Publication year - 1988
Publication title -
oceania
Language(s) - English
Resource type - Journals
SCImago Journal Rank - 0.356
H-Index - 25
eISSN - 1834-4461
pISSN - 0029-8077
DOI - 10.1002/j.1834-4461.1988.tb02285.x
Subject(s) - ideology , narrative , variety (cybernetics) , set (abstract data type) , sociology , history , aesthetics , literature , linguistics , law , art , computer science , philosophy , politics , political science , artificial intelligence , programming language
This paper investigates the structure and socio‐cultural functions of a class of narrative texts in the Gooniyandi language of the Fitzroy Crossing area (Kimberley, W.A.).
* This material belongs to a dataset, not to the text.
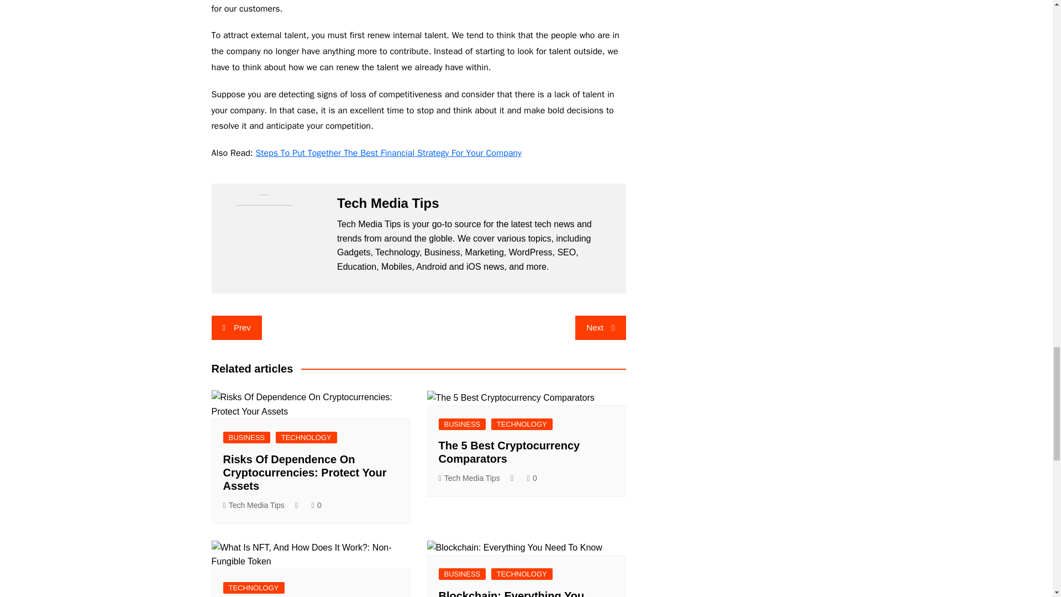 The image size is (1061, 597). Describe the element at coordinates (305, 472) in the screenshot. I see `Risks Of Dependence On Cryptocurrencies: Protect Your Assets` at that location.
These are ‘police‐tracker stories’: narratives relating actual incidents involving the police and police trackers; most are autobiographical accounts told to me by Jack Bohemia, a former police tracker. It is argued that the texts of this type constitute a genre, characterised structurally in terms of episodes: all the texts consist of a set of seven inherent episode‐types, six of which form two ternary episode‐sequences. A variety of other, optional episodes may also occur. The episodal structure of the texts reflects, in an iconic way, their socio‐cultural meanings and the narrator's ideology. It is argued that the texts represent an ideology of place as the organising principle for past experiences; and that they project a moral view of the world, in which ‘crimes' are ‘punished’. Some brief comments are also made rejecting the category label ‘oral history’.